Where DialForce fits into this picture
If you agree that Salesforce should be the control plane and that WhatsApp Voice calls should be first-class Voice Call records, the remaining question is implementation.

DialForce is built around that exact idea:
- It is a 100% native Salesforce CTI on Lightning.
- The softphone is a Lightning component using Open CTI and Salesforce Voice APIs, not an iframe or external UI.
- Twilio provides carrier-grade telephony and WhatsApp connectivity.
- Routing runs through Omni-Channel, not an external rules engine.
- All logs and recording references stay in your Salesforce org.
In other words, WhatsApp Voice becomes just another channel on your native Salesforce CTI, not a separate tool your agents have to juggle.
For a native implementation of this Salesforce WhatsApp Voice model, you can review DialForce on AppExchange here: AppExchange link
Treat this model as your reference design for Salesforce WhatsApp Voice. When you evaluate CTI tools, the question is simply whether they match this pattern. DialForce was built to align with it natively inside Salesforce.

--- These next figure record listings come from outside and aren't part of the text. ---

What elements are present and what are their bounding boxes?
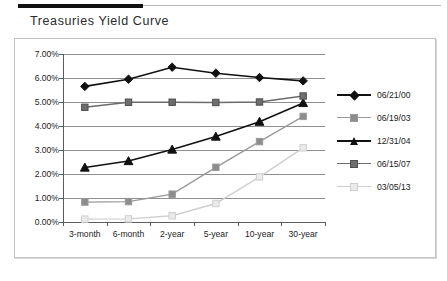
- data-point: [213, 164, 219, 170]
- data-point: [169, 99, 175, 105]
- legend-item-06/15/07[interactable]: 06/15/07: [337, 152, 433, 175]
- series-06/21/00: [81, 63, 308, 91]
- data-point: [125, 216, 131, 222]
- data-point: [256, 174, 262, 180]
- series-line: [85, 116, 303, 202]
- data-point: [125, 99, 131, 105]
- legend-label: 06/19/03: [371, 113, 410, 123]
- data-point: [82, 216, 88, 222]
- data-point: [300, 93, 306, 99]
- data-point: [82, 104, 88, 110]
- data-point: [213, 200, 219, 206]
- legend-marker-icon: [337, 111, 371, 125]
- data-point: [256, 99, 262, 105]
- legend-marker-icon: [337, 157, 371, 171]
- data-point: [300, 145, 306, 151]
- legend-label: 12/31/04: [371, 136, 410, 146]
- series-line: [85, 148, 303, 219]
- legend-item-06/21/00[interactable]: 06/21/00: [337, 83, 433, 106]
- series-line: [85, 96, 303, 107]
- legend-label: 06/15/07: [371, 159, 410, 169]
- legend-marker-icon: [337, 180, 371, 194]
- header-rule-black: [18, 4, 143, 8]
- data-point: [168, 63, 176, 71]
- data-point: [169, 213, 175, 219]
- legend-item-06/19/03[interactable]: 06/19/03: [337, 106, 433, 129]
- legend-item-03/05/13[interactable]: 03/05/13: [337, 175, 433, 198]
- data-point: [299, 77, 307, 85]
- data-point: [169, 191, 175, 197]
- data-point: [124, 75, 132, 83]
- chart-container: 0.00%1.00%2.00%3.00%4.00%5.00%6.00%7.00%…: [14, 38, 436, 258]
- page-title: Treasuries Yield Curve: [30, 14, 169, 28]
- series-12/31/04: [80, 99, 307, 172]
- legend-marker-icon: [337, 134, 371, 148]
- data-point: [82, 199, 88, 205]
- data-point: [255, 73, 263, 81]
- data-point: [256, 138, 262, 144]
- series-line: [85, 67, 303, 86]
- series-03/05/13: [82, 145, 307, 223]
- legend-label: 06/21/00: [371, 90, 410, 100]
- data-point: [212, 69, 220, 77]
- header-rule: [0, 4, 447, 8]
- data-point: [299, 99, 308, 107]
- header-rule-thin: [143, 5, 441, 6]
- data-point: [81, 82, 89, 90]
- legend-label: 03/05/13: [371, 182, 410, 192]
- data-point: [255, 117, 264, 125]
- data-point: [300, 113, 306, 119]
- series-06/19/03: [82, 113, 307, 205]
- series-06/15/07: [82, 93, 307, 111]
- data-point: [213, 99, 219, 105]
- chart-legend: 06/21/0006/19/0312/31/0406/15/0703/05/13: [337, 83, 433, 198]
- legend-marker-icon: [337, 88, 371, 102]
- data-point: [125, 198, 131, 204]
- legend-item-12/31/04[interactable]: 12/31/04: [337, 129, 433, 152]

If you want to review your current setup against this model, you can walk through it with the team here: https://dialforce.io/talk-to-sales/
Author: Nikhil – Senior Client Consultant
I spearhead marketing and Salesforce telephony integration initiatives for DialForce, a cutting-edge solution connecting Twilio with Salesforce. I craft high-impact blogs, guide users through onboarding and training, and drive adoption of advanced call management and automation across industries. Passionate about enhancing customer engagement through technology, I support businesses in improving their communication processes.